Not only did most Northerners want to continue plundering the South via tariffs, but others, the Yankees, also wanted to purge the South and remake it in the Yankee image. Yankees had a Puritan mentality and were driven by postmillennialism. (Before Christ returns, “man must set up a thousand-year Kingdom of God on Earth.”) Consequently, Yankees must cleanse society of sin and create a perfect society. “Moreover, if you didn’t try your darndest to stamp out sin by force you yourself would not be saved.” Further, the coercive power of government was an essential tool in cleansing the world of sin. For these Yankees, sin was anything “which might interfere with a person’s free will to embrace salvation.” They were abolitionists and prohibitionists and opposed Catholicism. Governments must stamp out the evils of slavery, alcohol and tobacco, gambling, most entertainment, and Catholicism.[1] Thus, they promoted paternalistic government at the federal, State, and local levels.

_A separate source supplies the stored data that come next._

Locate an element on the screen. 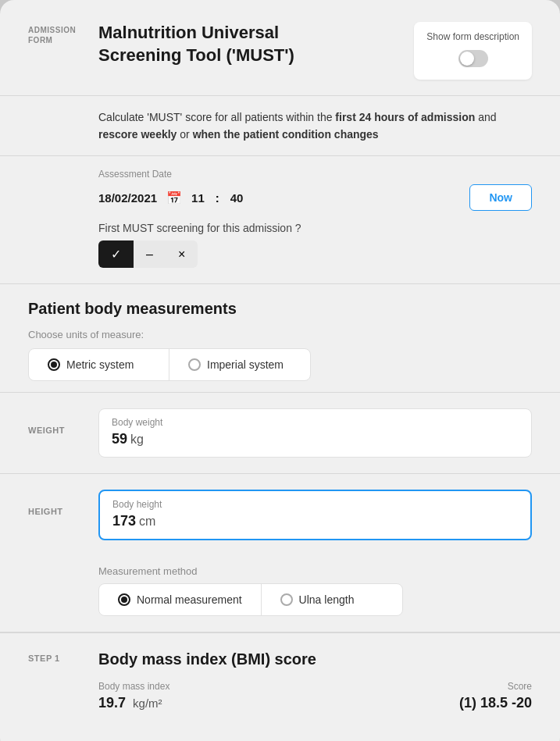 Image resolution: width=560 pixels, height=741 pixels. bold-condition: when the patient condition changes is located at coordinates (286, 134).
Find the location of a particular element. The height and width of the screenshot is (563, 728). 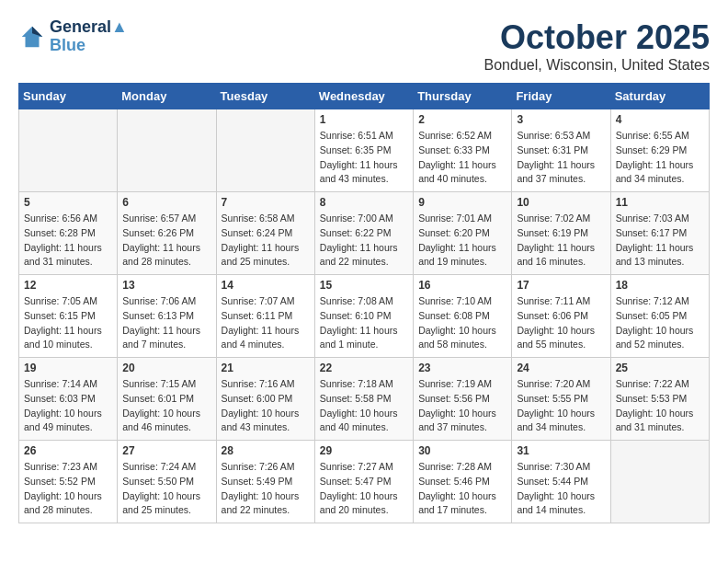

day-number: 4 is located at coordinates (660, 120).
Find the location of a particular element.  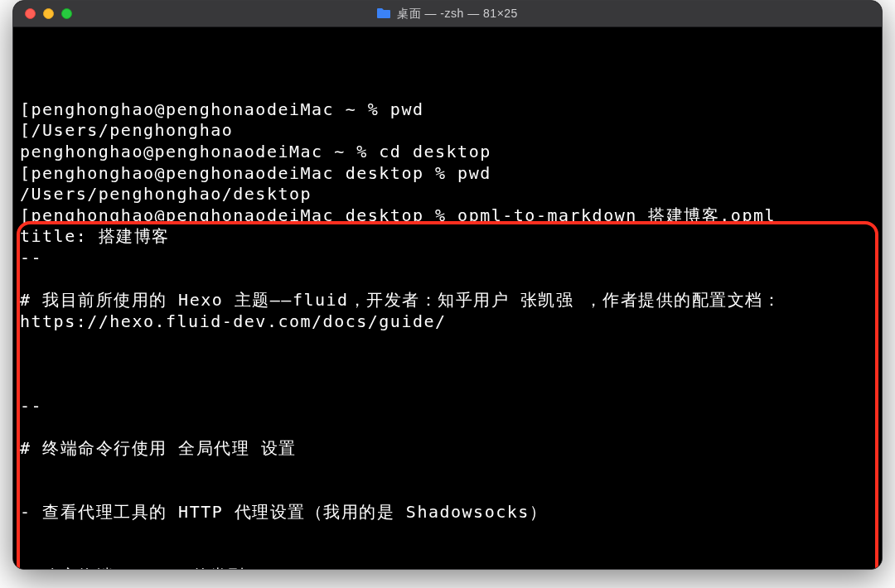

terminal-line: title: 搭建博客 is located at coordinates (448, 237).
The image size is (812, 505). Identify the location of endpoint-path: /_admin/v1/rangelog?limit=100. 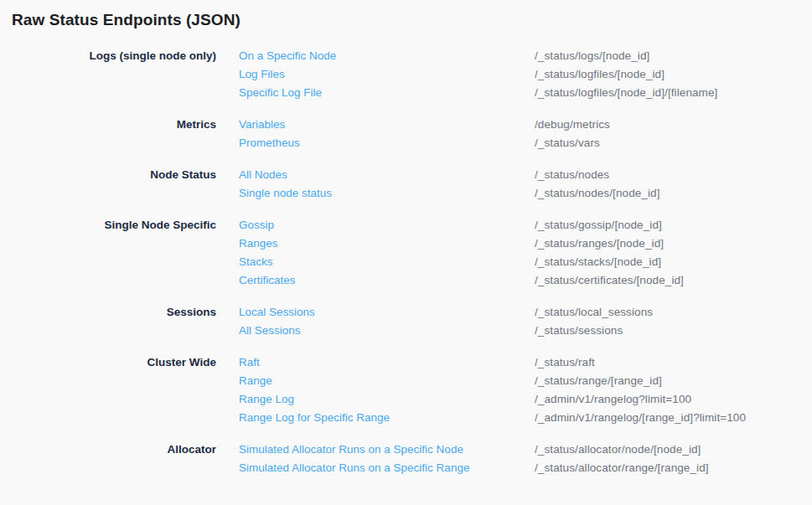
(667, 399).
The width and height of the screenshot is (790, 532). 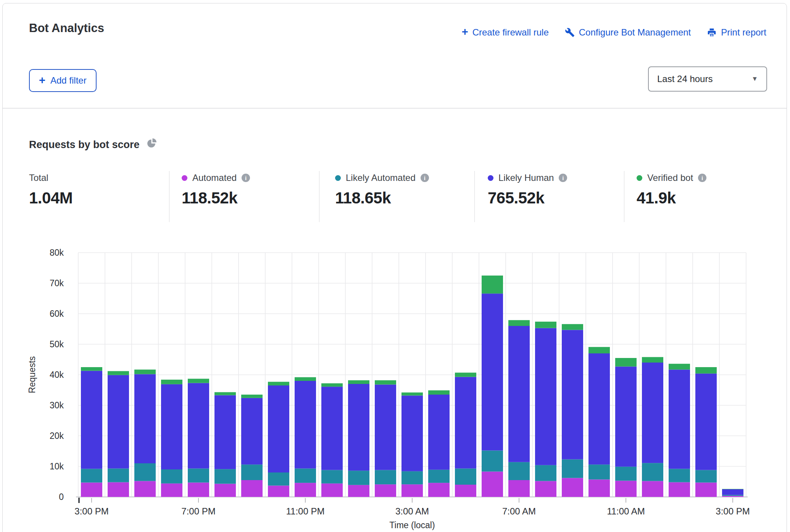 What do you see at coordinates (628, 32) in the screenshot?
I see `configure-bot-management-link: Configure Bot Management` at bounding box center [628, 32].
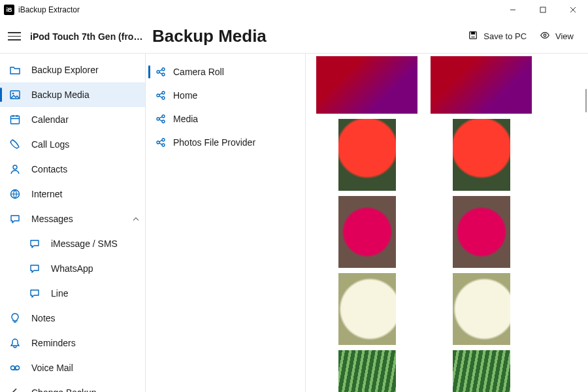 The width and height of the screenshot is (588, 392). What do you see at coordinates (86, 95) in the screenshot?
I see `sidebar-item-label: Backup Media` at bounding box center [86, 95].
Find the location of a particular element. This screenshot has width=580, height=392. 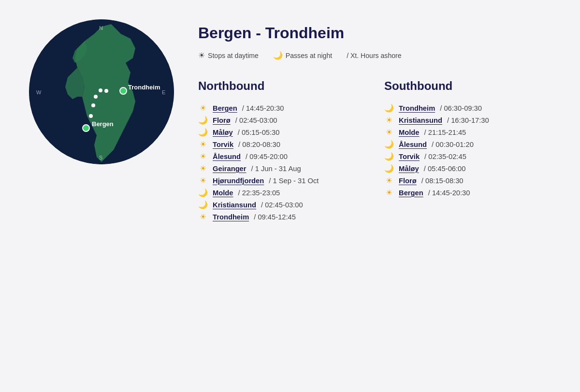

stop-time: / 05:15-05:30 is located at coordinates (259, 132).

Like most Northerners, Yankees promoted governmental paternalism in economic affairs. They supported “the Whig program of statism and big government: protective tariffs, subsidies to big business, strong central government, large-scale public works, and cheap credit spurred by government.”

Also, Yankees opposed personal liberties, States’ rights, minimal government, free markets, and free trade — the basic principles of the Democratic Party at that time. Consequently, they supported the Republican Party, which was the “party of great moral ideas,” i.e., the stamping-out of sin.

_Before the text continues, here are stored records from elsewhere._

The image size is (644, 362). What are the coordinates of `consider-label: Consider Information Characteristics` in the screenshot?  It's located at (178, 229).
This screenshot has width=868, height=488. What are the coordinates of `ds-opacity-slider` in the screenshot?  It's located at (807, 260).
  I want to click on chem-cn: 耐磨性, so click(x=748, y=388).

To the delight of the Yankees, “The Northern war against slavery partook of fanatical millennialist fervor, of a cheerful willingness to uproot institutions, to commit mayhem and mass murder, to plunder and loot and destroy, all in the name of high moral principle and the birth of a perfect world.” Thus, the North fought “to maintain their coercive and unwanted rule over” the South.

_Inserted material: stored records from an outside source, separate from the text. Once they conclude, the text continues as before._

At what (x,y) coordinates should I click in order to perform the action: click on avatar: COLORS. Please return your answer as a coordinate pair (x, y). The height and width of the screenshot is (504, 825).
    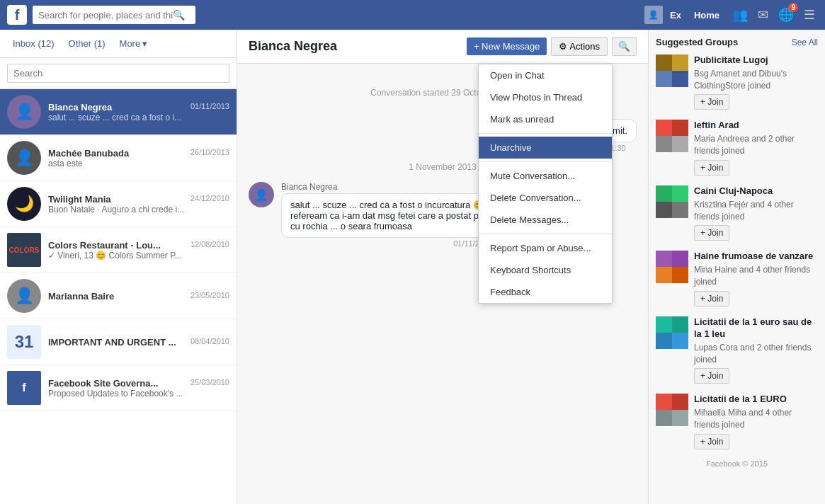
    Looking at the image, I should click on (24, 250).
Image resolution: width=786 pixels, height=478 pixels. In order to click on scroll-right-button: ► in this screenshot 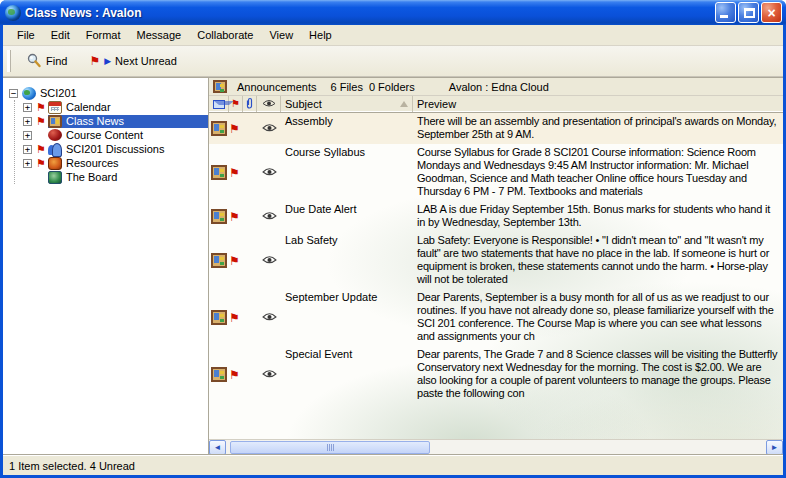, I will do `click(774, 448)`.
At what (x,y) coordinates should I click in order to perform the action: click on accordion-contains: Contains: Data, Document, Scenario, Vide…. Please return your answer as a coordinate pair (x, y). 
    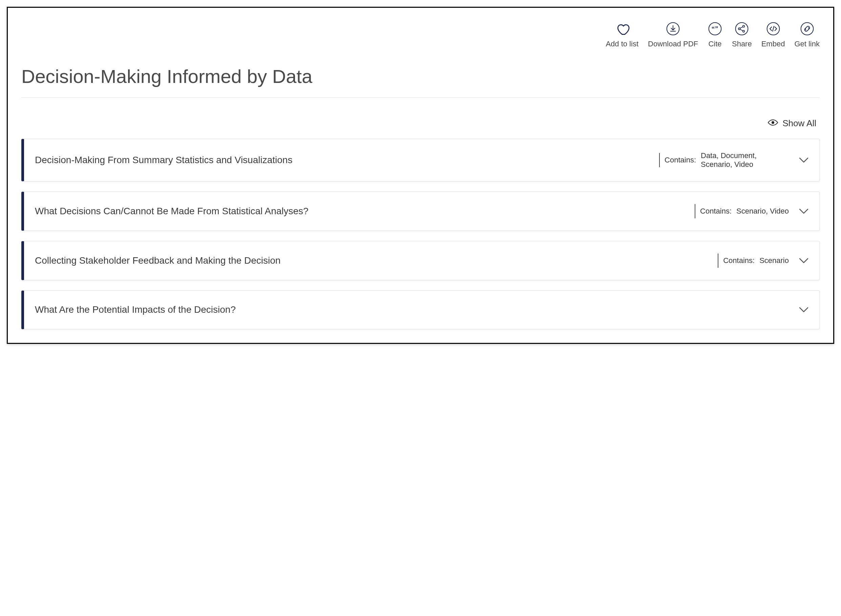
    Looking at the image, I should click on (729, 160).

Then, Rothbard compares the British during the American Revolution to the North during Lincoln’s War. “The British, at least, were fighting on behalf of a cause which, even if wrong and unjust, was coherent and intelligible: that is, the sovereignty of a hereditary monarch.” What was the North’s excuse? It had no allegiance to a real, actual person like a king. Its allegiance was “to a nonexistent, mystical, quasi-divine alleged entity, ‘the Union.’” Unlike a king, one cannot evaluate a Union’s deeds, and the Union is accountable to no one. Thus, Northerners replaced the Union formed under the Constitution of 1789, which was “a contractual institution that can either be cleaved to or scrapped,” with “a divinized entity, which must be worshipped, and which must be permanent, unquestioned, all-powerful.”

Using the cause of “human rights,” modern-day supporters of Lincoln’s War support and glorify his war. Lincoln “goes forth and rights the wrong of slavery, doing so through mass murder, the destruction of institutions and property, and the wreaking of havoc which has still not disappeared.” Yet, all other countries ended slavery without war.

Endnote

1. Most of the sins on which Yankees focused were vices. (Vice sins are sins that injure the sinner and his family but do not generally injure others.) For the most part, they not only ignored but also often supported sins that injured others, such as homicide (offensive wars), looting the public treasury (subsidies), and forcing the common people to pay higher prices (tariffs), often for lower quality goods. Many frequently supported business dealings where merchants took advantage of ignorant customers. Most did not object to debtors cheating creditors with depreciating fiat money — then the two largest debtors were banks and governments. As for slavery, they objected to the ownership of slaves. However, they had little issue with transporting and selling slaves, as many Yankees became rich trafficking slaves. Moreover, when the Northern States emancipated slaves, most Yankees sold their slaves instead of freeing them.